Great feedback on this thread! Can I stretch it a bit further please?
I am another beginner who is trying to find the maximum data set a Compute 1.3 card can handle. Increasing the data set until I get a kernel failure is what I am currently doing using 1D Grids and topping out at about 30 million data points. I’d prefer to be more scientific about it and also move to 2D Grids.
As I understand it there are 1024 Threads/MP on a Compute 1.3 card, and 30 multiproc. I also understand a high block dimension leads to more efficient processing. The maximum Block dimension is limited to dimBlock(512, 1, 1);
The barrier I am running into is in setting the dimGrid parameter. Currently I am using:
dim3 dimGrid(DataPoints/dimBlock.x,1, 1);
Consequently DataPoints are limited to 65535*512, or less than 5792 x 5792 (really 4096 as it is a power of 2).
DataPoints = Datax*Datax;
This is what I currently use
A: dim3 dimBlock(512, 1, 1);
A: dim3 dimGrid(DataPoints/dimBlock.x, 1, 1);
This is OK, but reduces the number of Blocks
B: dim3 dimBlock(16, 16, 1);
B: dim3 dimGrid(Datax/dimBlock.x, Datax/dimBlock.y, 1);
This doesn’t work.
C: dim3 dimBlock(16, 16, 2);
C: dim3 dimGrid(Datax/dimBlock.x/dimBlock.z, Datax/dimBlock.y/dimBlock.z, 1);
How do I utilise a full 512 Blocks but expand the data set to 2D?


Directions for this task → Every entry here needs to be repeated exactly.

Records for this exercise →

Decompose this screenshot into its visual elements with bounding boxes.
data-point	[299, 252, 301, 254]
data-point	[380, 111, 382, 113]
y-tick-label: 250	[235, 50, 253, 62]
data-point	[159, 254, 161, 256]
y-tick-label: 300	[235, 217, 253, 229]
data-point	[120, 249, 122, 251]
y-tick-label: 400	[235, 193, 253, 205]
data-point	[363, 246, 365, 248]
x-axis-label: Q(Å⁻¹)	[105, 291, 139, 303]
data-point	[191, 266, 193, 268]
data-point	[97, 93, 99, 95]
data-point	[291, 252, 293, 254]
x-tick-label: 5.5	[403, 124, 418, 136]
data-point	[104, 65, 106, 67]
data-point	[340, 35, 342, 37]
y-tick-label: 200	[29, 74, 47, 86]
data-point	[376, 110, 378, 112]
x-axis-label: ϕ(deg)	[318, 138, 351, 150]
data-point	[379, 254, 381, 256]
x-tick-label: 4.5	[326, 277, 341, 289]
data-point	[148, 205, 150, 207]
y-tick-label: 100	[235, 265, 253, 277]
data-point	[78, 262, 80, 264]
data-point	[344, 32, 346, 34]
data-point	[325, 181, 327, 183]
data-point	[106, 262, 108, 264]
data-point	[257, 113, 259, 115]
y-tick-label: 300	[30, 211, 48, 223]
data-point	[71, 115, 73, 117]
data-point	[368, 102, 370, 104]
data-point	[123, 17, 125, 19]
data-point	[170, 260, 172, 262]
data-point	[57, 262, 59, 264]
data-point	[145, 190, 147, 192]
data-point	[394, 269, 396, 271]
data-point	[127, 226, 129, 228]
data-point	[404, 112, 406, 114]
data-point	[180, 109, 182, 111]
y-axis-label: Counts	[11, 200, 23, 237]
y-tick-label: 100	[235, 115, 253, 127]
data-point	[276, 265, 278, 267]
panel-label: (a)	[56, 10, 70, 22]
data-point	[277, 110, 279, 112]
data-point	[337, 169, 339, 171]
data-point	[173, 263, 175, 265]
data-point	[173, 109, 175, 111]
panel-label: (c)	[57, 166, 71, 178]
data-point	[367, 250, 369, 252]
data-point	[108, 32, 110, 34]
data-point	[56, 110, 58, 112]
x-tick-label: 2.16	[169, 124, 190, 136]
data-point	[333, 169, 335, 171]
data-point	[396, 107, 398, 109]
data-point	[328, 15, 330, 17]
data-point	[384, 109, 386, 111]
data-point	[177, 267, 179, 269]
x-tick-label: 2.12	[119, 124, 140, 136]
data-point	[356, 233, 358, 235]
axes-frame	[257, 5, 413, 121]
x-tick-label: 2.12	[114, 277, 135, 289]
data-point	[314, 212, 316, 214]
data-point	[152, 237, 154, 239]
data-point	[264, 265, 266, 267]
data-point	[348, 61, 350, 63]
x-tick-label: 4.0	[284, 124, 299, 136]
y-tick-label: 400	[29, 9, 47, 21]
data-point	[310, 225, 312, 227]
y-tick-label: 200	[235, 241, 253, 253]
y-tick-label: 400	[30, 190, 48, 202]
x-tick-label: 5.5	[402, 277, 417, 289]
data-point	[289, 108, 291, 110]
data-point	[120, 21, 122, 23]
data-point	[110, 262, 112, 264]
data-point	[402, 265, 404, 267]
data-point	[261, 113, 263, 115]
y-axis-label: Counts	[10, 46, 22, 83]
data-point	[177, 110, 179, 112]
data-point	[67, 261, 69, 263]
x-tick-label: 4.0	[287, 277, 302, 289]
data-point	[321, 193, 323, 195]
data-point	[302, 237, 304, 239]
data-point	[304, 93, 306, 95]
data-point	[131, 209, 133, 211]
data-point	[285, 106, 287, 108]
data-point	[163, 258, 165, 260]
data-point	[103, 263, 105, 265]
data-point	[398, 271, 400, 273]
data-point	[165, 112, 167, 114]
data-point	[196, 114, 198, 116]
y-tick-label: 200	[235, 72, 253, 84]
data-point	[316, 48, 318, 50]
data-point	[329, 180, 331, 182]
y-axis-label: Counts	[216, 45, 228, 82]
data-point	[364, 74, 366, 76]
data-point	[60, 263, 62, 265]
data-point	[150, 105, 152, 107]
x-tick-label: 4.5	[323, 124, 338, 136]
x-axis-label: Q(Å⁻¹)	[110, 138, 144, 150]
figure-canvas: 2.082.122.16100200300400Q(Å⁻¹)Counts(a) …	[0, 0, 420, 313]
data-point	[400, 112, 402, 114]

Output for this exercise →
Decompose this screenshot into its visual elements with bounding boxes.
data-point	[299, 252, 301, 254]
data-point	[380, 111, 382, 113]
y-tick-label: 250	[235, 50, 253, 62]
data-point	[159, 254, 161, 256]
y-tick-label: 300	[235, 217, 253, 229]
data-point	[120, 249, 122, 251]
y-tick-label: 400	[235, 193, 253, 205]
data-point	[363, 246, 365, 248]
x-axis-label: Q(Å⁻¹)	[105, 291, 139, 303]
data-point	[191, 266, 193, 268]
data-point	[97, 93, 99, 95]
data-point	[291, 252, 293, 254]
x-tick-label: 5.5	[403, 124, 418, 136]
data-point	[104, 65, 106, 67]
data-point	[340, 35, 342, 37]
y-tick-label: 200	[29, 74, 47, 86]
data-point	[376, 110, 378, 112]
x-axis-label: ϕ(deg)	[318, 138, 351, 150]
data-point	[379, 254, 381, 256]
x-tick-label: 4.5	[326, 277, 341, 289]
data-point	[148, 205, 150, 207]
y-tick-label: 100	[235, 265, 253, 277]
data-point	[78, 262, 80, 264]
data-point	[344, 32, 346, 34]
data-point	[325, 181, 327, 183]
data-point	[106, 262, 108, 264]
data-point	[257, 113, 259, 115]
y-tick-label: 300	[30, 211, 48, 223]
data-point	[71, 115, 73, 117]
data-point	[368, 102, 370, 104]
data-point	[123, 17, 125, 19]
data-point	[170, 260, 172, 262]
data-point	[57, 262, 59, 264]
data-point	[145, 190, 147, 192]
data-point	[394, 269, 396, 271]
data-point	[127, 226, 129, 228]
data-point	[404, 112, 406, 114]
data-point	[180, 109, 182, 111]
y-axis-label: Counts	[11, 200, 23, 237]
y-tick-label: 100	[235, 115, 253, 127]
data-point	[276, 265, 278, 267]
panel-label: (a)	[56, 10, 70, 22]
data-point	[277, 110, 279, 112]
data-point	[337, 169, 339, 171]
data-point	[173, 263, 175, 265]
data-point	[173, 109, 175, 111]
panel-label: (c)	[57, 166, 71, 178]
data-point	[367, 250, 369, 252]
data-point	[108, 32, 110, 34]
data-point	[56, 110, 58, 112]
x-tick-label: 2.16	[169, 124, 190, 136]
data-point	[333, 169, 335, 171]
data-point	[396, 107, 398, 109]
data-point	[328, 15, 330, 17]
data-point	[384, 109, 386, 111]
data-point	[177, 267, 179, 269]
x-tick-label: 2.12	[119, 124, 140, 136]
data-point	[356, 233, 358, 235]
axes-frame	[257, 5, 413, 121]
x-tick-label: 2.12	[114, 277, 135, 289]
data-point	[314, 212, 316, 214]
data-point	[152, 237, 154, 239]
data-point	[264, 265, 266, 267]
data-point	[348, 61, 350, 63]
x-tick-label: 4.0	[284, 124, 299, 136]
y-tick-label: 400	[29, 9, 47, 21]
data-point	[310, 225, 312, 227]
y-tick-label: 200	[235, 241, 253, 253]
y-tick-label: 400	[30, 190, 48, 202]
x-tick-label: 5.5	[402, 277, 417, 289]
data-point	[289, 108, 291, 110]
data-point	[120, 21, 122, 23]
data-point	[110, 262, 112, 264]
data-point	[402, 265, 404, 267]
data-point	[261, 113, 263, 115]
y-axis-label: Counts	[10, 46, 22, 83]
data-point	[177, 110, 179, 112]
data-point	[67, 261, 69, 263]
x-tick-label: 4.0	[287, 277, 302, 289]
data-point	[321, 193, 323, 195]
data-point	[302, 237, 304, 239]
data-point	[304, 93, 306, 95]
data-point	[131, 209, 133, 211]
data-point	[285, 106, 287, 108]
data-point	[163, 258, 165, 260]
data-point	[103, 263, 105, 265]
data-point	[398, 271, 400, 273]
data-point	[165, 112, 167, 114]
data-point	[196, 114, 198, 116]
y-tick-label: 200	[235, 72, 253, 84]
data-point	[316, 48, 318, 50]
data-point	[329, 180, 331, 182]
y-axis-label: Counts	[216, 45, 228, 82]
data-point	[364, 74, 366, 76]
data-point	[60, 263, 62, 265]
data-point	[150, 105, 152, 107]
x-tick-label: 4.5	[323, 124, 338, 136]
x-axis-label: Q(Å⁻¹)	[110, 138, 144, 150]
figure-canvas: 2.082.122.16100200300400Q(Å⁻¹)Counts(a) …	[0, 0, 420, 313]
data-point	[400, 112, 402, 114]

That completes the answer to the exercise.